The National Corvette Museum in Bowling Green, Kentucky is back and ready for business, with Monday marking its first day of operation in a couple of months, aside from customers picking up their Corvettes, and we're sure that plenty a Chevrolet Corvette fan is again adding it to their list of summer destinations.

But while the museum hasn't been open to the public in a while, members of the staff have managed to keep themselves busy, so that now, the National Corvette Museum is reopening with an impressive, brand new exhibit. Dubbed "The Vision Realized: 60 Years of Mid-Engine Corvette Design," the exhibit documents the Corvette's long, winding road to the C8 generation and its rear-mid-engine layout.

The exhibit "focuses on the key vehicles that built the foundation for the 2020 Corvette Stingray," says Museum Curator Derek E. Moore. It includes display vehicles like the 1986 Corvette Indy - a mid-engine, all-wheel-drive Corvette concept powered by a 2.65-liter Indy V8 - and XP-987 - a Pininfarina-styled mid-engine prototype from the early 70s powered by a two-rotor Wankel engine and based on a VW-Porsche 914, of all things - not the last time a 914 and a Corvette have been mixed.

This summer, those cars will be joined by CERV-1, CERV-II, Astro II, XP-819, and a version of XP-895 with an experimental aluminum body, built by Reynolds Metals - a company best known for their aluminum foil. Corvette history certainly is colorful.

The mid-engine Corvette exhibit also features "original renderings from [the] Museum alongside photographs, artifacts and ephemera from both the GM Design Archive & Special Collections, and GM Heritage Center," Moore says.

If a bunch of weird, experimental mid-engine Corvette prototypes aren't quite quirky enough for you, the National Corvette Museum has also added an "Entombed Corvette" display, featuring a 1954 Chevrolet Corvette that was entombed in the basement of a grocery story for 27 years. "This particular story is so unique people will really enjoy learning about it," says Moore.

And for those who remember the infamous sinkhole that opened up underneath the National Corvette Museum back in 2014, swallowing eight Corvettes whole, the museum today features an improved simulation of the sinkhole collapse, and all eight cars are on display.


▸ What the task asks: From the first line to the last, restate the material word for word; pictures stay out.

▸ Supplied material:

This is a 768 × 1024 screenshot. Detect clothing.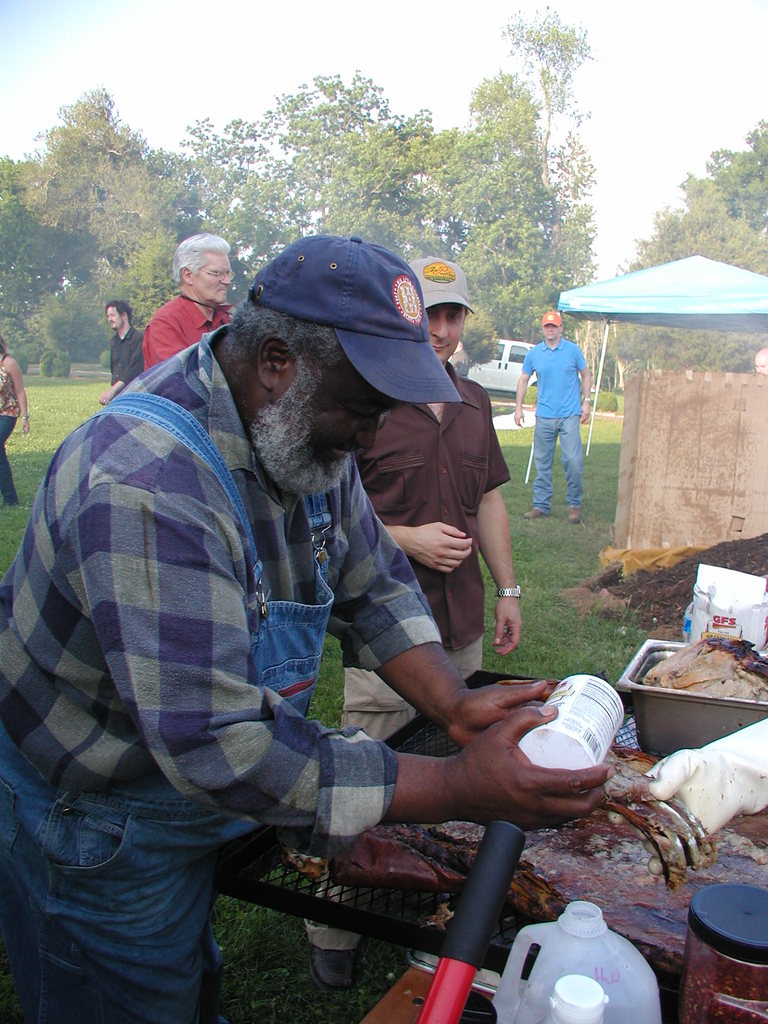
<region>142, 282, 238, 373</region>.
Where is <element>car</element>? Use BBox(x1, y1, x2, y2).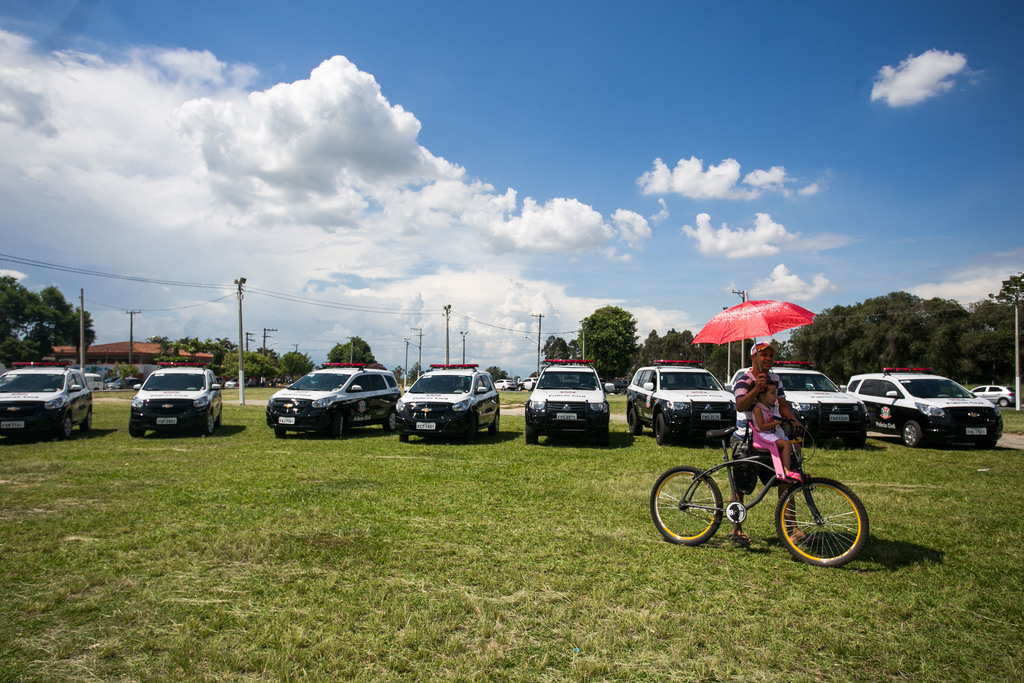
BBox(518, 377, 532, 391).
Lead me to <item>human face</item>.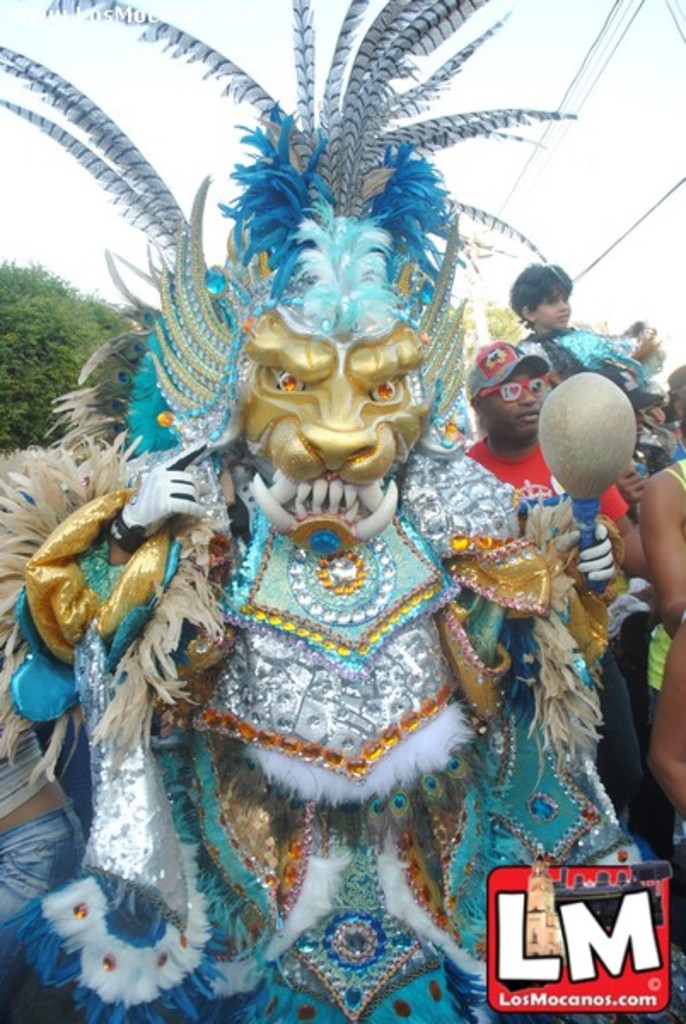
Lead to crop(529, 282, 568, 328).
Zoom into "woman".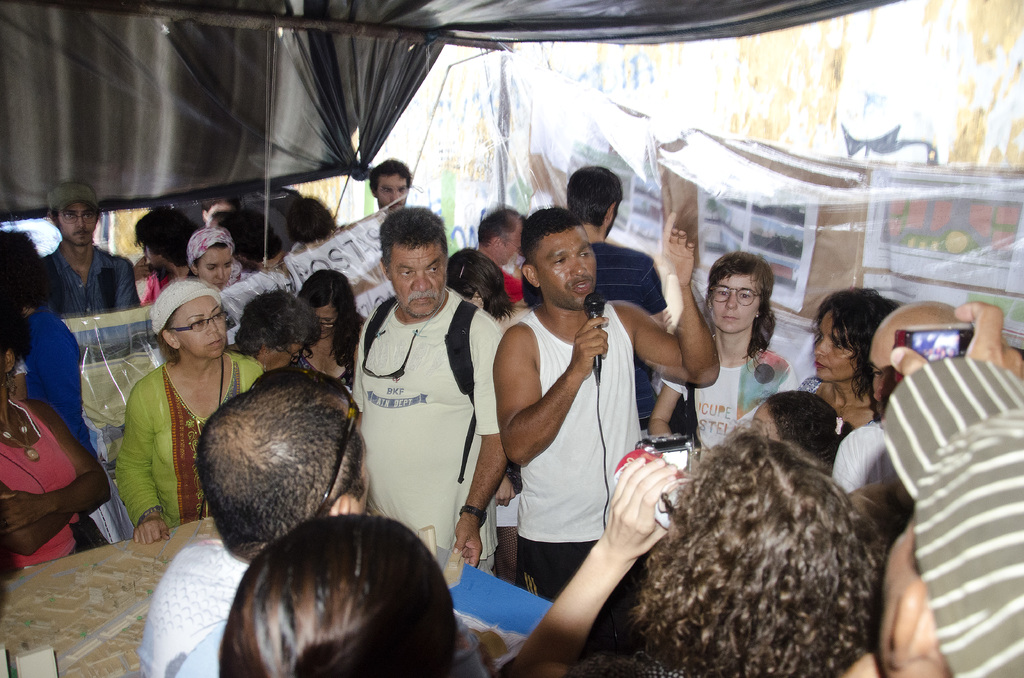
Zoom target: (283,275,375,389).
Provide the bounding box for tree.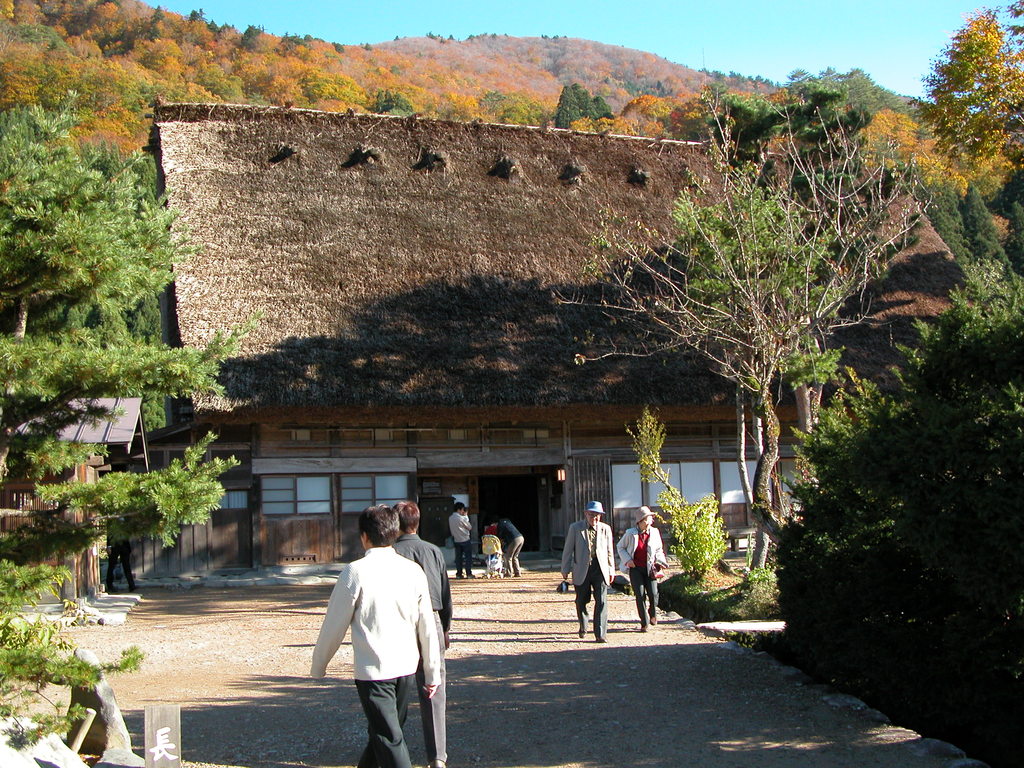
[left=15, top=66, right=211, bottom=558].
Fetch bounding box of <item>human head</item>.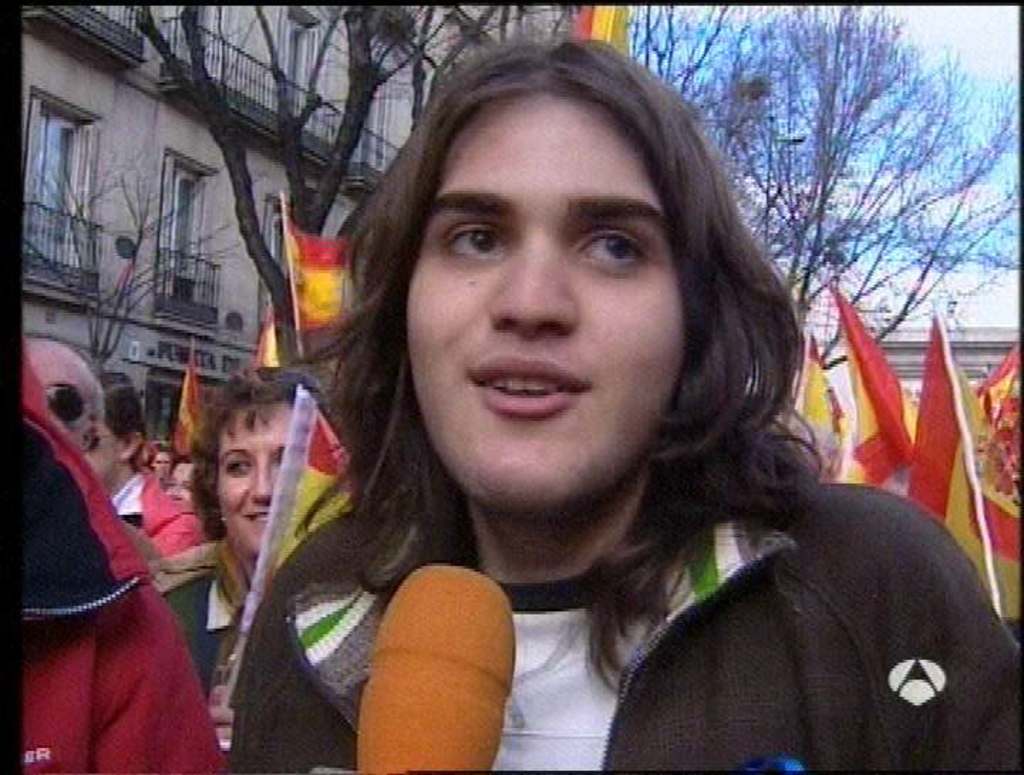
Bbox: [149,448,171,483].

▸ Exercise solution:
This is a 768 × 1024 screenshot. Detect clothing.
<region>142, 282, 238, 373</region>.
Where is <element>car</element>? Use BBox(x1, y1, x2, y2).
BBox(518, 377, 532, 391).
Lead me to <item>human face</item>.
Lead to crop(529, 282, 568, 328).
Zoom into "woman".
Zoom target: (283,275,375,389).
Provide the bounding box for tree.
[left=15, top=66, right=211, bottom=558].
Fetch bounding box of <item>human head</item>.
Bbox: [149,448,171,483].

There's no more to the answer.